Gate for AI Agent adopts a strict “permission isolation and security guardrails” mechanism. For public query-type operations, the AI can call without authorization. For sensitive write operations such as moving funds and placing orders, the system enforces a second confirmation before execution. API keys support fine-grained custom permission configuration.
As a recommended security best practice, Gate suggests using a “sub-account isolation” strategy: set up a dedicated sub-account for the AI to achieve “dedicated keys for dedicated use,” and only deposit dedicated funds into the AI account. Through this physical isolation mechanism, AI operational risk can be limited within an independent environment.
Gate for AI Agent’s four-layer architecture itself is also a form of security design.
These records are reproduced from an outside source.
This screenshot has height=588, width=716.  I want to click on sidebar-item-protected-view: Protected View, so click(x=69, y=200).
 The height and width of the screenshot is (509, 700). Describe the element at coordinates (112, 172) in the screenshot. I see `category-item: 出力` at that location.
The infrastructure layer encapsulates all operations as standardized API interfaces, preventing the AI from executing any behavior beyond the interface definitions. The protocol layer performs unified permission checks, format validation, and behavior auditing for all requests. The capability layer encapsulates permission control logic within Skills orchestration. This “interfaces are the boundaries” design limits the AI’s operational scope from the source.
Execution capability determines the boundary of commercialization
In Q1 2026, global cryptocurrency trading volume reached $20.57 trillion, and AI-generated trading activity accounted for more than 15% of decentralized exchange trading volume, up significantly from 3% a year earlier. AI Agents are moving from peripheral roles to become core participants in the crypto market.
However, the threshold for large-scale deployment remains clear: execution capability determines the boundary of commercialization. An AI can analyze markets and generate strategies, but if it can’t execute trades, can’t manage assets, and can’t handle on-chain interactions, its commercial value remains at the “consulting” level rather than the “trading” level.
Gate for AI Agent provides a complete execution-layer infrastructure—from standardized protocol interfaces to pre-orchestrated strategy modules, from centralized trading to on-chain interactions, and from real-time data to secure execution. It encapsulates Gate’s full-domain trading capabilities into standardized components that AI can directly call, enabling AI Agents for the first time to participate fully in real market trading.
When the industry shifts from “model capability competition” to “execution capability competition,” a platform with complete execution-layer infrastructure will become the true foundation for the commercialization and real-world deployment of AI Agents.